**Exercise**
Please output every entry below precisely as written.

**Dataset excerpts**
──────────────────────────────

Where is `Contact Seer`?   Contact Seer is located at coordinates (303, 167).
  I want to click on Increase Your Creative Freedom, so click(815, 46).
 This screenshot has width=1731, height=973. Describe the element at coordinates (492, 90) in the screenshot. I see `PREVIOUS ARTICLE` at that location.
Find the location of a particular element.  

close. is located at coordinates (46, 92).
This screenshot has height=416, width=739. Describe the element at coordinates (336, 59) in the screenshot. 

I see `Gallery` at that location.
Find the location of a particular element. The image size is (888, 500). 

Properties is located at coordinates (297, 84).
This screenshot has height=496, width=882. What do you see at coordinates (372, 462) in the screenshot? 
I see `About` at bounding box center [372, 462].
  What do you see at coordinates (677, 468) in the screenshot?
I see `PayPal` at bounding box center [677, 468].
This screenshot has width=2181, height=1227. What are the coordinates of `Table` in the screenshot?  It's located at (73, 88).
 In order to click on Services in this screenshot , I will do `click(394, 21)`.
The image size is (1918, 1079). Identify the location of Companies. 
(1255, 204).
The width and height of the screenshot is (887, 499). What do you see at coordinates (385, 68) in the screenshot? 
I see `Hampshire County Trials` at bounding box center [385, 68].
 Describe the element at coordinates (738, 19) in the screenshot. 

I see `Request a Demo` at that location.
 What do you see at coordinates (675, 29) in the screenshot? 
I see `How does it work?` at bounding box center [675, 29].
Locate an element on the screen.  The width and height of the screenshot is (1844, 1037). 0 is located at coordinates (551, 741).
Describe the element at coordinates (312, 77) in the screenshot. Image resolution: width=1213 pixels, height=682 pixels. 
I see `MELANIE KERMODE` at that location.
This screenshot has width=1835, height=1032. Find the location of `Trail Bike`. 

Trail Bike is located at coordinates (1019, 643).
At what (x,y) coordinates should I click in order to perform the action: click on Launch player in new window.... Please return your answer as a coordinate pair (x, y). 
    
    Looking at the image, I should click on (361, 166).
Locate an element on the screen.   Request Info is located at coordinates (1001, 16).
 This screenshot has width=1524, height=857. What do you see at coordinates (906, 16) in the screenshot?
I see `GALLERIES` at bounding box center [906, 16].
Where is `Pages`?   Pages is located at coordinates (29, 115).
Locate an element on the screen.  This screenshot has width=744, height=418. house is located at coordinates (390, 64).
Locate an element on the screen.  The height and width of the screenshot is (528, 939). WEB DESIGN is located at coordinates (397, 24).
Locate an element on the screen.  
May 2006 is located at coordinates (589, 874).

──────────────────────────────

**Solution to the exercise**
Where is `Contact Seer`?   Contact Seer is located at coordinates (303, 167).
  I want to click on Increase Your Creative Freedom, so click(815, 46).
 This screenshot has width=1731, height=973. Describe the element at coordinates (492, 90) in the screenshot. I see `PREVIOUS ARTICLE` at that location.
Find the location of a particular element.  

close. is located at coordinates (46, 92).
This screenshot has height=416, width=739. Describe the element at coordinates (336, 59) in the screenshot. 

I see `Gallery` at that location.
Find the location of a particular element. The image size is (888, 500). 

Properties is located at coordinates (297, 84).
This screenshot has height=496, width=882. What do you see at coordinates (372, 462) in the screenshot? 
I see `About` at bounding box center [372, 462].
  What do you see at coordinates (677, 468) in the screenshot?
I see `PayPal` at bounding box center [677, 468].
This screenshot has width=2181, height=1227. What are the coordinates of `Table` in the screenshot?  It's located at (73, 88).
 In order to click on Services in this screenshot , I will do `click(394, 21)`.
The image size is (1918, 1079). Identify the location of Companies. 
(1255, 204).
The width and height of the screenshot is (887, 499). What do you see at coordinates (385, 68) in the screenshot? 
I see `Hampshire County Trials` at bounding box center [385, 68].
 Describe the element at coordinates (738, 19) in the screenshot. 

I see `Request a Demo` at that location.
 What do you see at coordinates (675, 29) in the screenshot? 
I see `How does it work?` at bounding box center [675, 29].
Locate an element on the screen.  The width and height of the screenshot is (1844, 1037). 0 is located at coordinates (551, 741).
Describe the element at coordinates (312, 77) in the screenshot. Image resolution: width=1213 pixels, height=682 pixels. 
I see `MELANIE KERMODE` at that location.
This screenshot has width=1835, height=1032. Find the location of `Trail Bike`. 

Trail Bike is located at coordinates (1019, 643).
At what (x,y) coordinates should I click in order to perform the action: click on Launch player in new window.... Please return your answer as a coordinate pair (x, y). 
    
    Looking at the image, I should click on (361, 166).
Locate an element on the screen.   Request Info is located at coordinates (1001, 16).
 This screenshot has width=1524, height=857. What do you see at coordinates (906, 16) in the screenshot?
I see `GALLERIES` at bounding box center [906, 16].
Where is `Pages`?   Pages is located at coordinates (29, 115).
Locate an element on the screen.  This screenshot has width=744, height=418. house is located at coordinates (390, 64).
Locate an element on the screen.  The height and width of the screenshot is (528, 939). WEB DESIGN is located at coordinates (397, 24).
Locate an element on the screen.  
May 2006 is located at coordinates (589, 874).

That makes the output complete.